(Items from a data source)
---

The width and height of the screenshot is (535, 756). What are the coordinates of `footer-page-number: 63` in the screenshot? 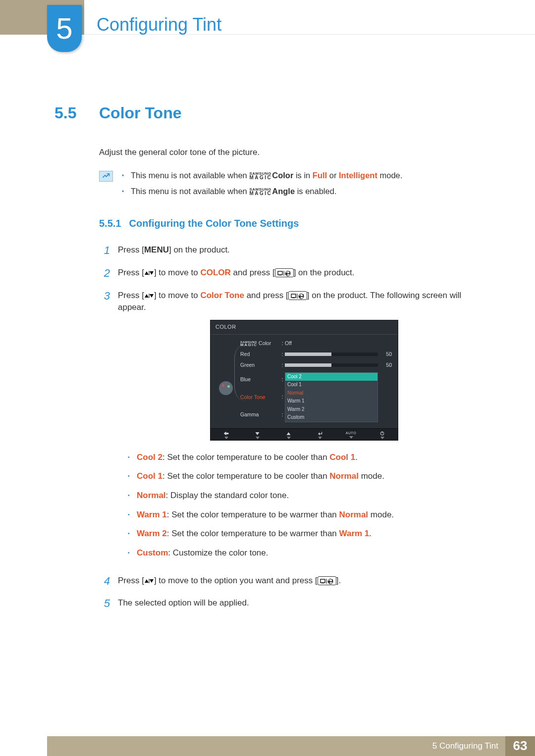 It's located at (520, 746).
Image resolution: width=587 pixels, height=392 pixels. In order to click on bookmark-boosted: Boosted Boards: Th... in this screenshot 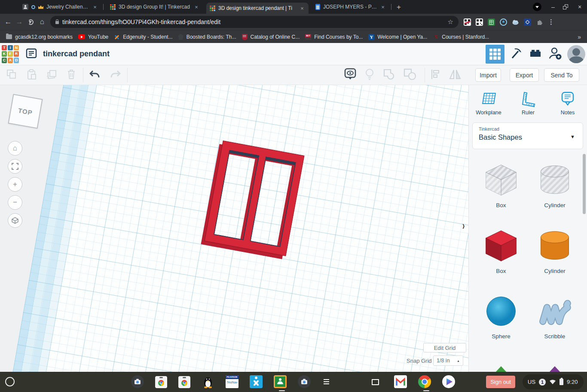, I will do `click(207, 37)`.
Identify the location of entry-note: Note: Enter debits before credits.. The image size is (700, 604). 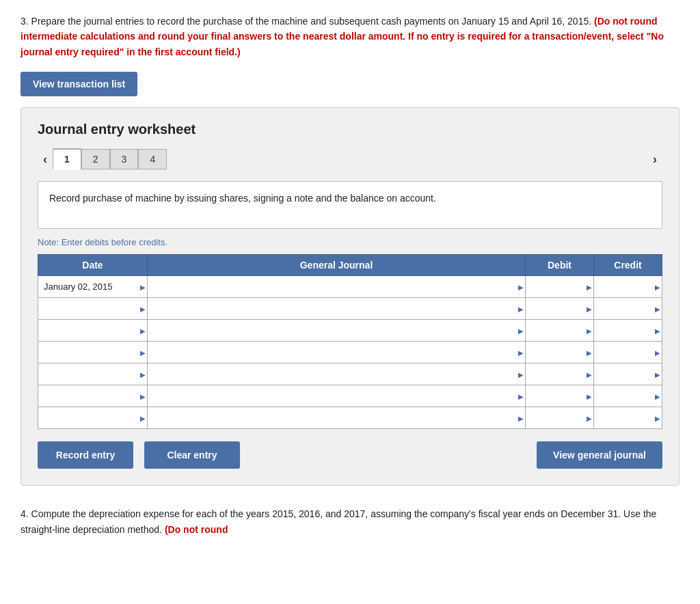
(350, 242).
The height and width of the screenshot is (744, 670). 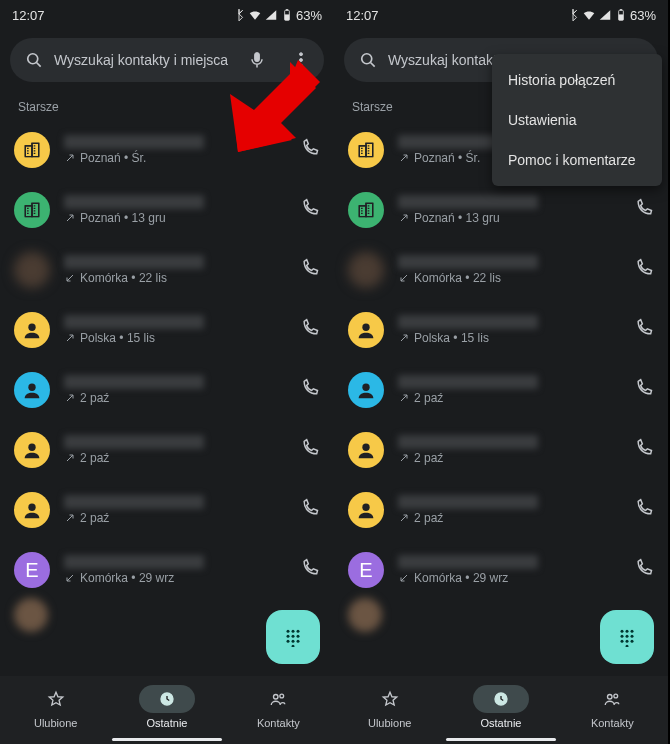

---

- Prompt:
Each line from the one containing "Identify the location" through the final line of the data must be reproduced exactly, both ends included, with no pictures in the copy.

- Answer to the exercise:
Identify the location of entry-note: Note: Enter debits before credits.. The image size is (700, 604). 
(350, 242).
The height and width of the screenshot is (744, 670). 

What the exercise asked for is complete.